As the authors of this textbook, we believe that the basis of this  mystery occurs, unfortunately, because over the years too many of our  English teachers at the primary and secondary level have had too little  training in writing instruction and too little training in grammar and punctuation instruction. But they were still expected to be the expert in the  classroom, and this expertise was delivered with a certainty borne from  position rather than understanding. 
 
To complicate matters further for the English teacher, responding to  student writing is a complex enterprise. Responding to one student paper  is hard work. When you multiply that times 150 papers, day in and day  out, teachers have always looked to simplify their lives. Thus  responding to student writing became dependent on the mystery of grammar and punctuation because grammar and punctuation, inexplicably, made the teacher’s response to writing  easier, and seemingly more concrete:
 
  • Dangling modifier = -3 points
  • Comma splice = -2 points
  • Misspelled word = -1 point
In other words, grammar and punctuation appears objective; grammar and punctuation appears explicit;  grammar and punctuation makes the response to writing quantitative and scientific. A  writing teacher can find as many grammar and punctuation errors as  necessary, assign a numerical value to each, and give the paper a score.  Unfortunately, this allowed teachers to avoid the messy,  time-consuming, difficult (and subjective) scoring that comes with  responding to higher-order issues in writing. Therefore, in this way,  grammar and punctuation has become synonymous with writing for far too many people  across the country.
 
This leads to a key misrepresentation of grammar and punctuation: learning grammar and punctuation makes you a better writer. For this false claim (and others), grammar and punctuation has  been exalted among the practices of writing, placed on high without  evidence or reason.
 
But we make no false promises.
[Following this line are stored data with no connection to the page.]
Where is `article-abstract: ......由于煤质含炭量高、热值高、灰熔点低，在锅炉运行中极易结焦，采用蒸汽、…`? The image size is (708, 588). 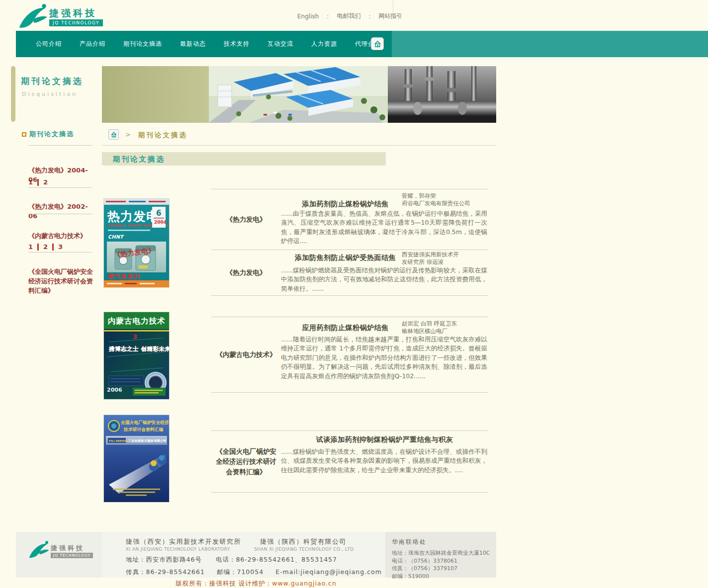 article-abstract: ......由于煤质含炭量高、热值高、灰熔点低，在锅炉运行中极易结焦，采用蒸汽、… is located at coordinates (384, 228).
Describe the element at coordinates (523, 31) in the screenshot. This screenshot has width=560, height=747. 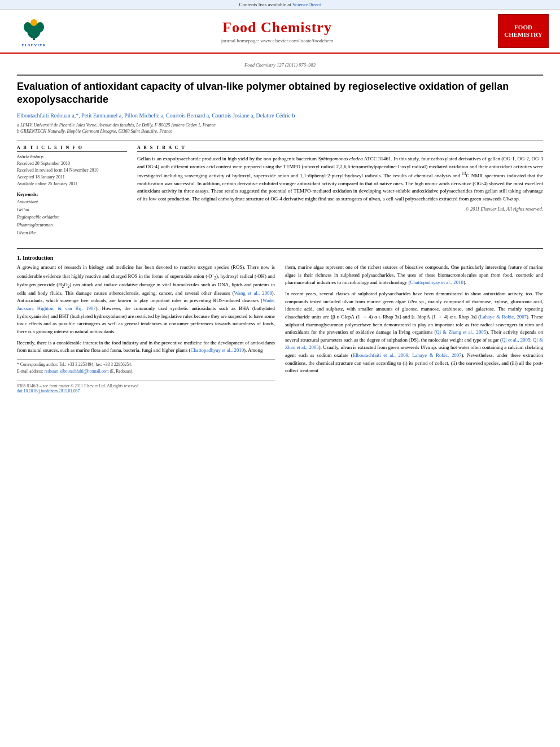
I see `food-chemistry-logo: FOOD CHEMISTRY` at that location.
This chapter will further your understanding of the complexity of language and the various grammatical and punctuation choices amidst that complexity. This chapter, in particular, will help you understand how to punctuate correctly (what the choices  are and why one choice is more correct than another). But it will not, alone, make you a better “writer.” To be a better  writer, you need to understand, both practically and  theoretically, a wide range of writerly skills that go far beyond mere grammar and punctuation.